An equitable opportunity to access and participate in clinical trials is an important consideration when setting up your clinical trial. Diversity in the participant population can help to ensure that your trial results can be applied in the real world.
Almost 32% of Australians live outside of capital cities and people living in rural, regional and remote areas of Australia experience poorer health outcomes. By including patients in rural, regional and remote areas of the community you may improve health outcomes and life expectancy. Other benefits may include improved recruitment and retention and
- Will your trial have adequate representation from regional, rural and remote populations?
Early collaboration with clinicians and clinical units across your rural, regional and remote communities should be considered as an important mechanism to improve access to clinical trials. Collaboration will help build clinical trial capacity by providing valuable mentoring and supervision to clinicians and sites who have little or no experience in delivering clinical trials.

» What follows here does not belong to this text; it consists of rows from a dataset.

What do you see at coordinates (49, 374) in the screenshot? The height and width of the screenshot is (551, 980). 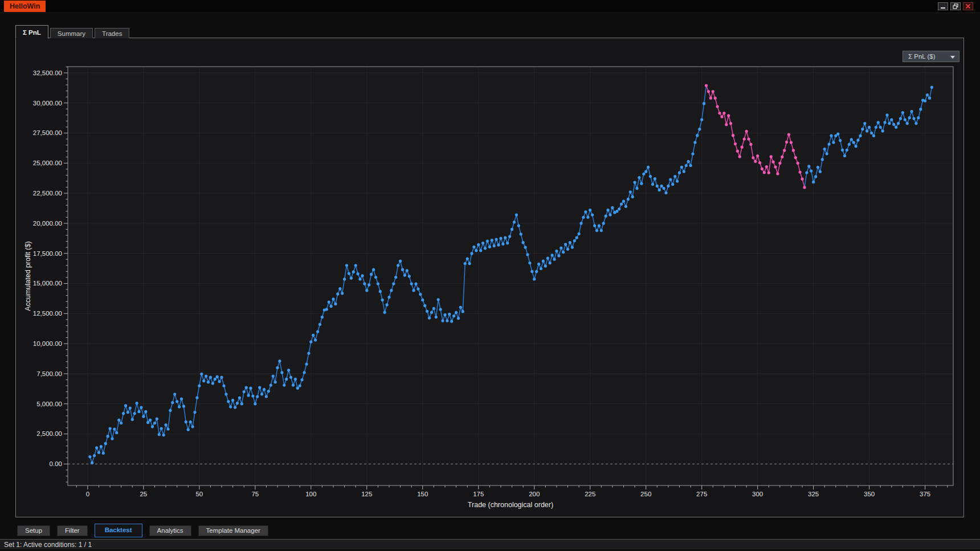 I see `svg-text: 7,500.00` at bounding box center [49, 374].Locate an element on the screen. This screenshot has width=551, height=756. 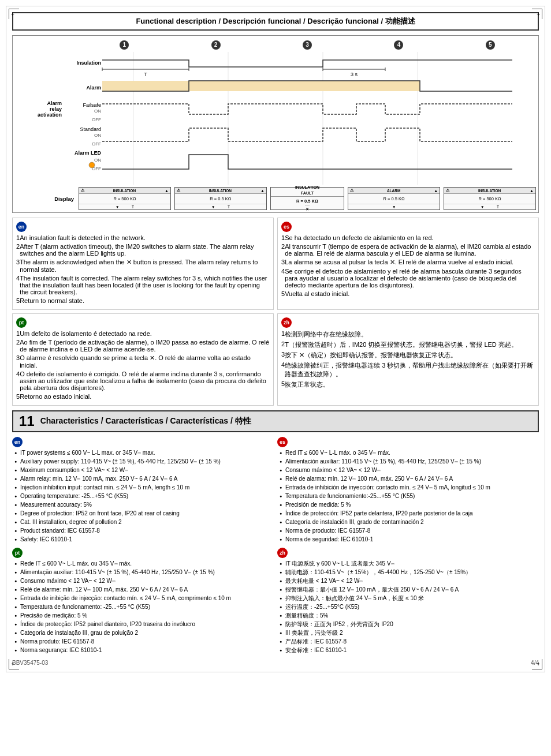
char-pt-item-9: Norma produto: IEC 61557-8 is located at coordinates (144, 642).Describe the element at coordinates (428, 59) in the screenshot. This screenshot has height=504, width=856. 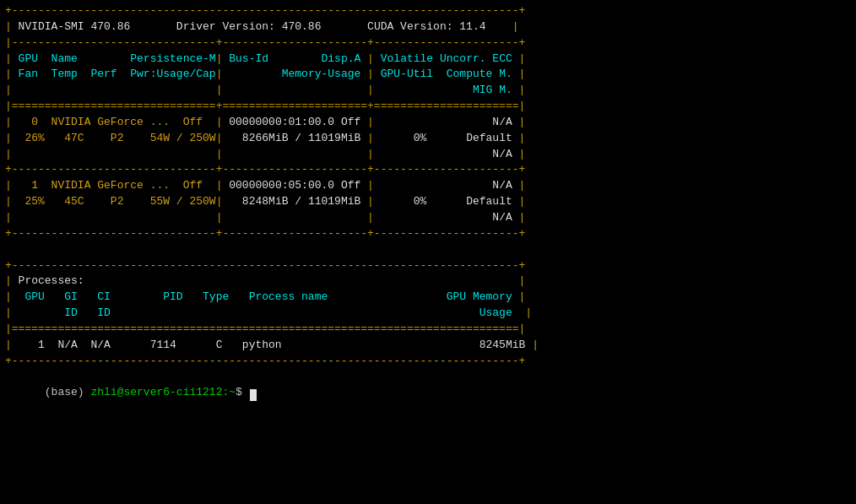
I see `header-line-2: | GPU Name Persistence-M| Bus-Id Disp.A …` at that location.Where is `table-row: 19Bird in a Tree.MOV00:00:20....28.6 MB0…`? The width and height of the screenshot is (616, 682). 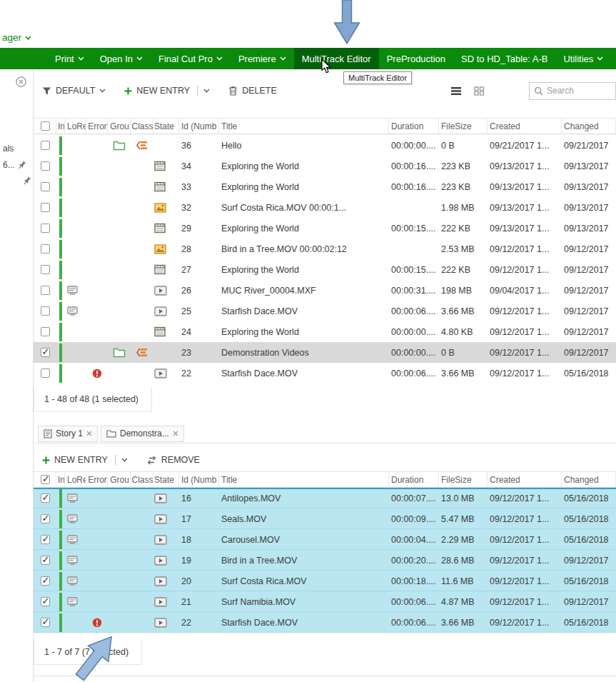
table-row: 19Bird in a Tree.MOV00:00:20....28.6 MB0… is located at coordinates (325, 560).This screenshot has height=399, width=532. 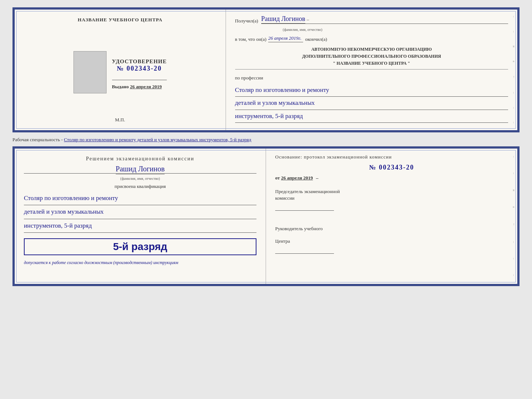 I want to click on qual-line1: Столяр по изготовлению и ремонту, so click(x=140, y=199).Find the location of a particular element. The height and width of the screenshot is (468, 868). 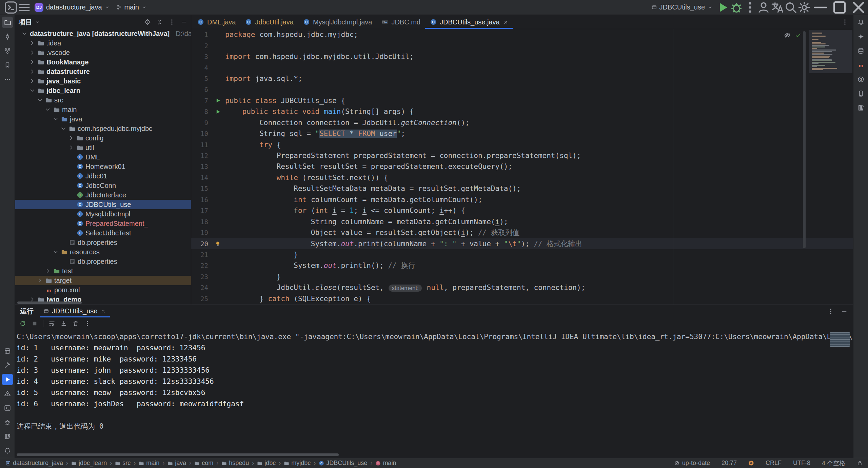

- Could you use a teletrial to recruit participants from regional, rural and remote populations?
Medicines Australia has developed a teletrials model that is available here. NSW and the ACT Health have the Rural, Regional and Remote Clinical Trial Enabling Program. Other States use the Australian Teletrial Program.
When developing a clinical trial, you should:
- Consider safety and quality of the clinical trial idea
- What could go wrong while conducting the trial? Will the standard healthcare change while you are running the trial (so that the result of your work won’t have impact on patients)? Will the healthcare system change and make it harder to conduct the trial?
- Are participants and staff able to be protected during the trial? Has the safety of the intervention you are testing been established?
- Will you be recruiting participants with specific considerations, for example, children and adolescents, older persons, populations with other specific needs such as intellectual disability or mental illness, diverse cultural and language groups {Culturally and Linguistically Diverse page} and Aboriginal and Torres Strait Islander People {Research Involving Aboriginal and Torres Strait Islanders page}?
- Deafness Forum Australia has a good practice guide for citizen involvement in health, disability and medical research in Australasia.
- Is your trial the first time a product will be used in humans?
- In NSW all early phase clinical trials should be submitted to one of the two NSW Health Early Phase Clinical Trial HRECs for review and approval before it can be accepted by a NSW Public Health Organisation (PHO) site. Bellberry Limited have been appointed to provide scientific and ethical review of early phase clinical trials involving adults equal to and greater than the age of 18 years. Sydney Children’s Hospital Network HREC have been appointed to provide scientific and ethical review of early phase clinical trials involving only children and young people under the age of 18, or combined paediatric and adult trials involving children and young people under the age of 16 and young adults up to the age of 25.